A Clouser-and-Deceiver hybrid pairing a feather tail with a dumbbell-eye bucktail front section.
Common size
No universal size; match the target species, legal hook rules, tackle, and local forage
Colors reviewed
chartreuse and white, olive and white, blue and white
Imitates
baitfish, deep minnow
How to recognize it
The reviewed form has long saddle-hackle tail feathers behind a sparse bucktail head and prominent dumbbell eyes. The eyes create a jigging, hook-up orientation that separates it from an unweighted Deceiver.
Technical illustration
Identification views
Half-and-Half reviewed side profile
A schematic profile emphasizing paired feather tail and sparse bucktail front.
View
reviewed side profile
Color shown
chartreuse-over-white feather tail and bucktail with dumbbell eyes
The river, depth, insects, and fish behavior still decide the final presentation.
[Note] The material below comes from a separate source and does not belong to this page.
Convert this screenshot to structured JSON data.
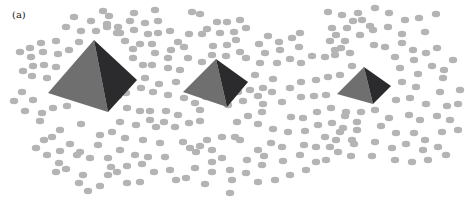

These are reviewed starting points—not a claim about what is happening today.
01
When to use it
Where the local prey, target species, depth, and water clarity support the exact silhouette.
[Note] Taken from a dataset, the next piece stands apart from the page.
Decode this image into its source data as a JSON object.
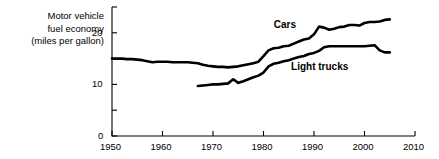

Use the linked river report as a planning lead, then verify current regulations and local conditions before choosing the fly.
02
How to fish it
Choose line density and weight for the target depth, then preserve the silhouette and movement the pattern was designed to show.
Change depth, angle, speed, or pause length before assuming color alone is the problem.
03
Mistakes to avoid
Treating every similarly colored fly as Half-and-Half.
Using a report label as permission to fish through closures, spawning fish, redds, restricted water, or a prohibited rig.
Variant control
Small changes matter.
Three reviewed technical illustrations show one identified form, its construction, and its fishing orientation. Hook style, size, color, weighting, trailer-hook system, and local legal status remain labeled variables.
Reviewed identified form
The reviewed form has long saddle-hackle tail feathers behind a sparse bucktail head and prominent dumbbell eyes. The eyes create a jigging, hook-up orientation that separates it from an unweighted Deceiver.
Colors shown
chartreuse and white, olive and white, blue and white
Weighting
Weight, line density, hook system, and current determine depth; construction alone does not.